Farmers, restaurants say loss of federal funds won’t hurt local food

Although the Alaska Grown 'Restaurant Rewards Program' is going away as a result of discontinued federal funding, foodservice owners and farmers like Deborah Forslin, who sells homegrown prod
Although the Alaska Grown 'Restaurant Rewards Program' is going away as a result of discontinued federal funding, foodservice owners and farmers like Deborah Forslin, who sells homegrown products like this kvass (a kind of natural liver cleanser) at local markets, will continue to use Alaska Grown products. CAITLIN SKVORC/Frontiersman.com

PALMER — The program that reimbursed Alaska restaurants for using locally grown products may be coming to an end, but that won’t stop the circulation of the iconic blue and yellow sticker.

According to Jacquelyn Schade with the Alaska Division of Agriculture in Palmer, the Alaska Grown Restaurant Rewards Program was created in 2012 to encourage restaurant owners to purchase of Alaska Grown products. Participants were to be reimbursed 20 percent for buying such products with funding from a U.S. Department of Agriculture (USDA) Specialty Crop Block Grant.

In its first fiscal year, Schade said, the program was successful, so DNR decided to continue it. However, as a result of an annual revision of the national grant, reimbursements will no longer be available to Alaskans through the feds.

“This has been coming down the pipeline for about nine months,” Schade said.

And with just $10,000 of the grant left to distribute, it’s only a matter of time before the money runs out.

“Unless we have an alternate source of funding coming up, the program will be put on hold or go away for a while,” Schade said.

She did not anticipate such funding coming to the Division of Agriculture anytime soon, since the division operates on “a pretty tight fiscal budget,” with “no money left for programs.”

“Our projects are pretty much federally funded,” she said.

As it stands, there are 30 establishments statewide that are currently enrolled in the Restaurant Rewards Program, four of which are in the Mat-Su Valley.

One of those is The Flying Squirrel Bakery Café in Talkeetna, owned by Anita Golton, who is a farmer herself.

Golton said by phone Friday that she would continue to buy and use Alaska Grown products in the food she sells at the café.

“To me it’s just something I would be doing anyway and the Restaurant Rewards Program was a bonus,” Golton said.

Golton maintained that the program could have been more successful if given more time to gain momentum in Alaska, and if presented less as a marketing tool for Alaska Grown and more of an opportunity to spread awareness about shopping local.

Now, with the restaurant program on the outs, Golton said the state will just have to get more creative to get more Alaskan products in more commercial circulation.

Deborah Forslin of Golden Farms, who sells her homegrown products primarily at farmer’s markets, said it shouldn’t be too difficult to find new ways to entice locals to buy local.

“Alaskans are good at that. We know how to adapt and improvise,” she said.

For the restaurants and farms already trading Alaska Grown, the end of the federal program comes as neither a surprise nor a “deal breaker” for buying local.

Farmer Carol Kenley, who has sold Alaska Grown produce to local restaurants like Turkey Red in Palmer, said she’s sure restaurants will continue to use local products.

“I think the high-end restaurants are going to keep using Alaska Grown because it’s a better product,” Kenley said.

She said the lack of a reward program might keep restaurants and foodservice vendors who haven’t tried Alaska Grown products from shelling out a little extra cash to buy local on a regular basis, but that’s the way of marketing.

“I just think it's a matter of continuing advertising for Alaska Grown,” Kenley said.

According to the DNR website, Alaska Grown is a program “designed to increase consumer awareness and consumption of Alaska agricultural products.” That effort continues in the Palmer Fred Meyer, Palmer Carrs and Walmart grocery stores (at various levels), as well as at farmers markets, Schade said.

Bistro Red Beet owner and Depot Farm Market board member Sally Koppenberg said selling local products at small venues like markets actually makes more sense for Alaska growers, who often find it difficult to benefit from the rewards program anyway. The system USDA had set up, she said, catered more to bigger businesses purchasing large amounts of a single product from a single source.

“This system might work well in states where there are both very large farmers and a number of large restaurants who purchase locally grown, but it was (in my opinion) set up to fail from the beginning in Alaska,” she wrote in an email Friday. “The bulk of the growers up here are quite small … and scattered. They must sell for top dollar to keep their operations afloat, they sell at farmer’s markets where they can maximize their dollars and benefit from direct retail sales.”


### WHAT NEEDS TO BE DONE
Reproduce exactly the run of lines that begins with the one containing "Resolution: 1024px x 724px. Locate *boy*." and ends with the last line of the records, omitting pictures.

Items listed in a dataset:

BEGIN

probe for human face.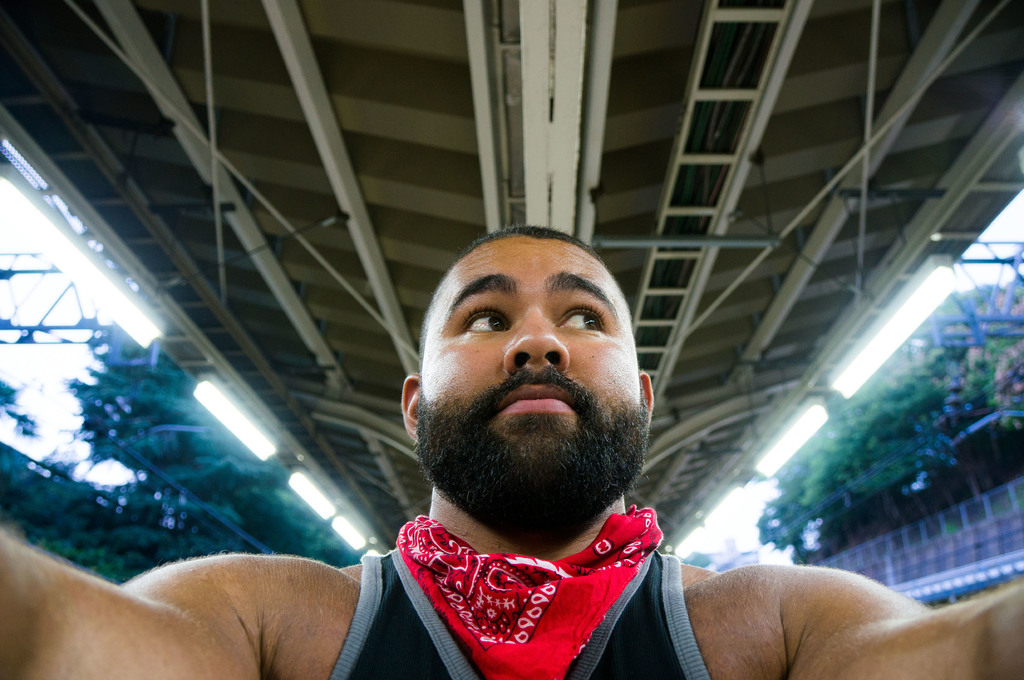
Probe result: Rect(420, 235, 645, 498).
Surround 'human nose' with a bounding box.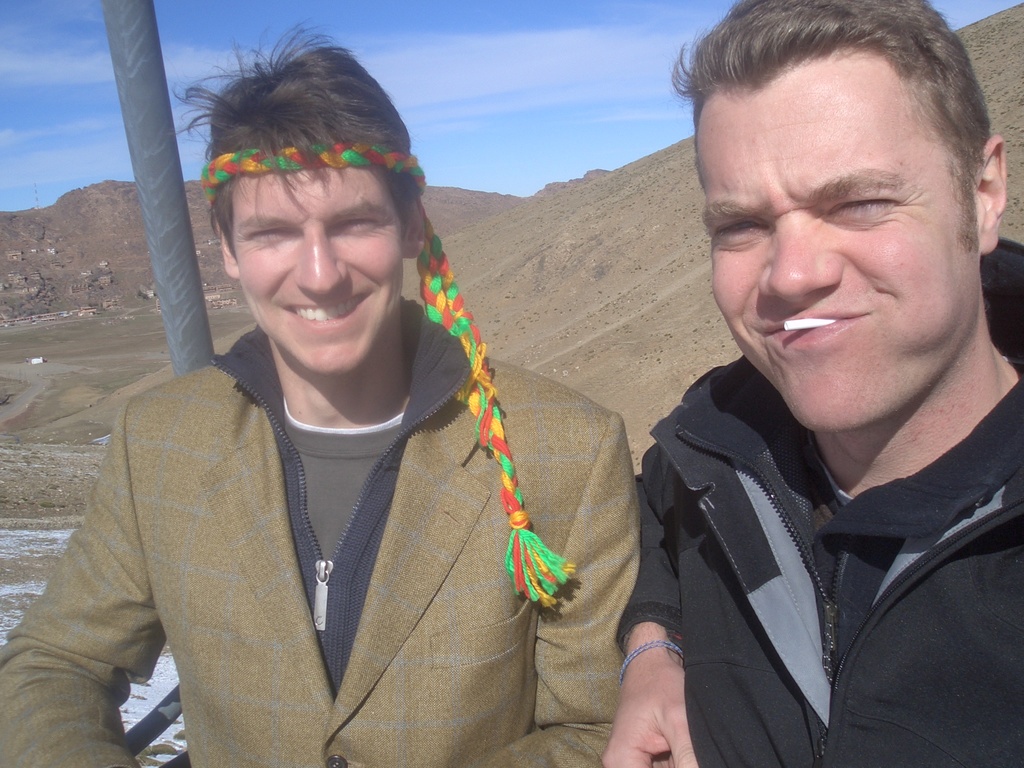
bbox=[756, 219, 839, 305].
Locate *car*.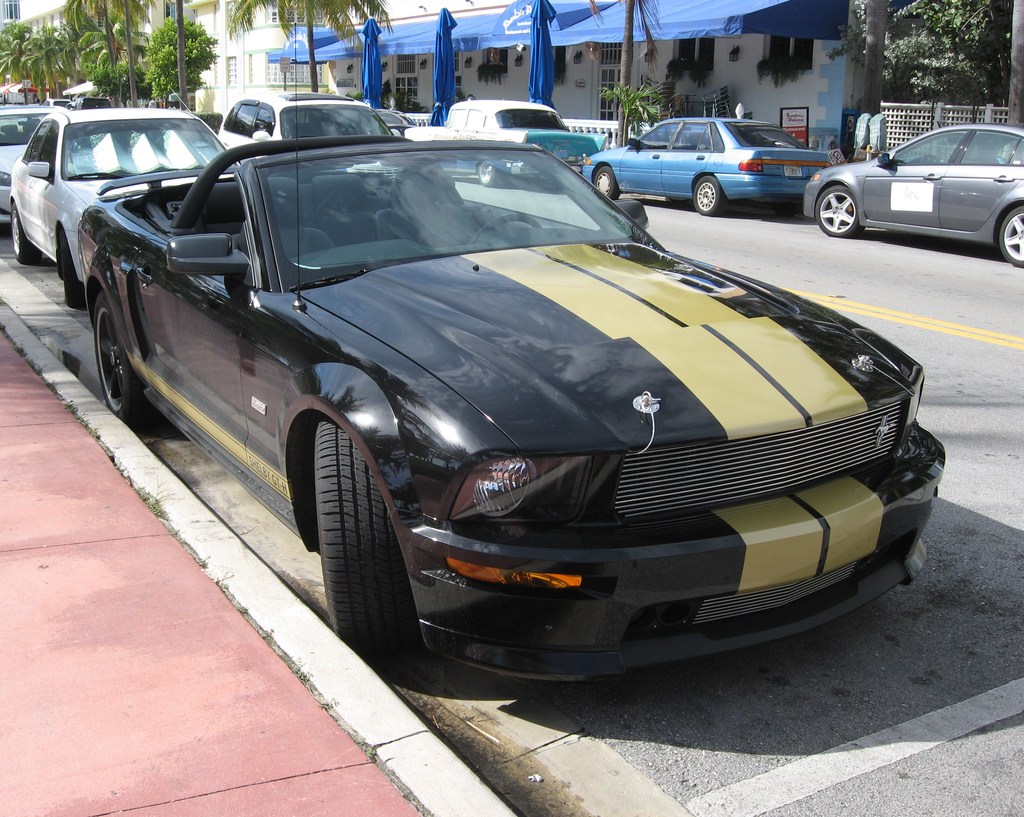
Bounding box: detection(76, 20, 947, 676).
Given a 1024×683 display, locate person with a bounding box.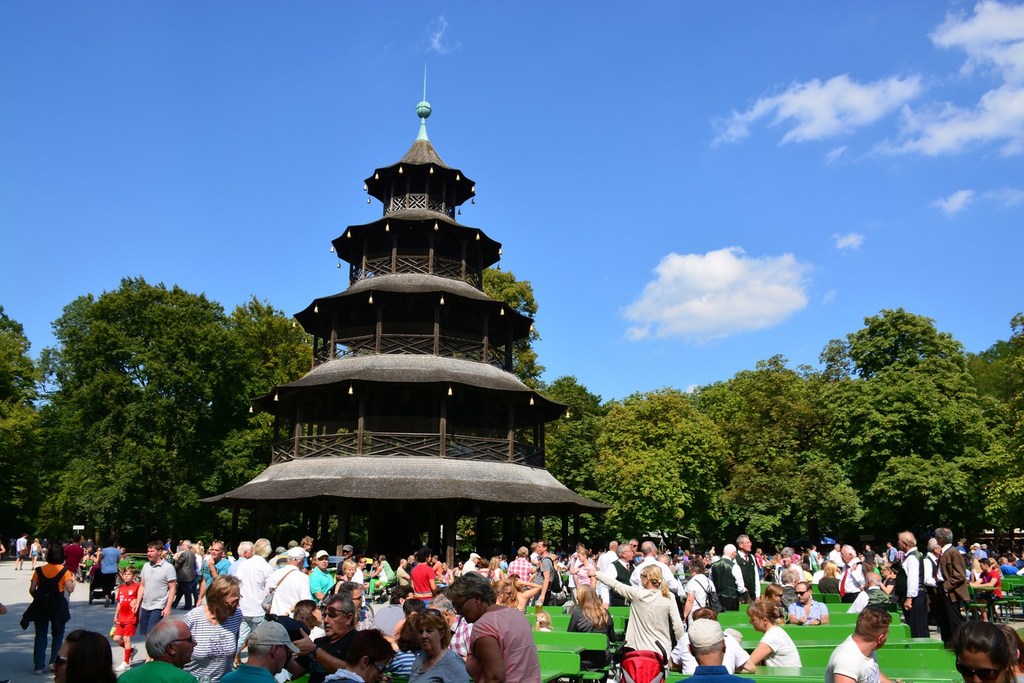
Located: left=948, top=617, right=1023, bottom=682.
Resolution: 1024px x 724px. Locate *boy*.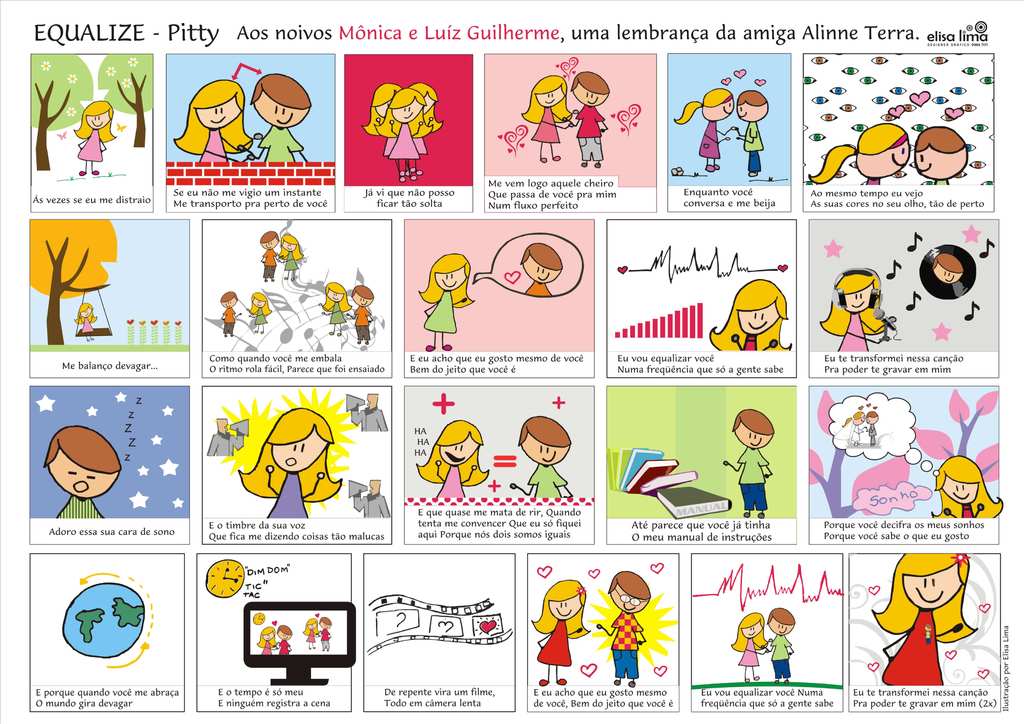
x1=40 y1=424 x2=122 y2=520.
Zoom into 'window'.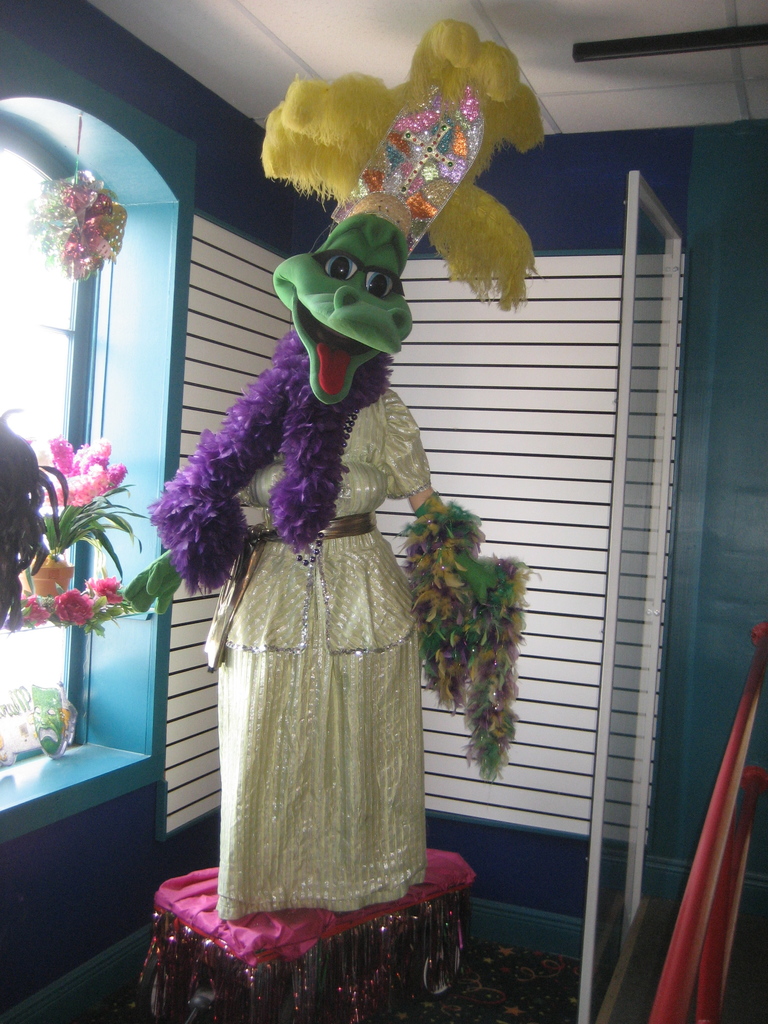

END

### TASK ANSWER
Resolution: 1024px x 724px. Locate *boy*.
x1=40 y1=424 x2=122 y2=520.
Zoom into 'window'.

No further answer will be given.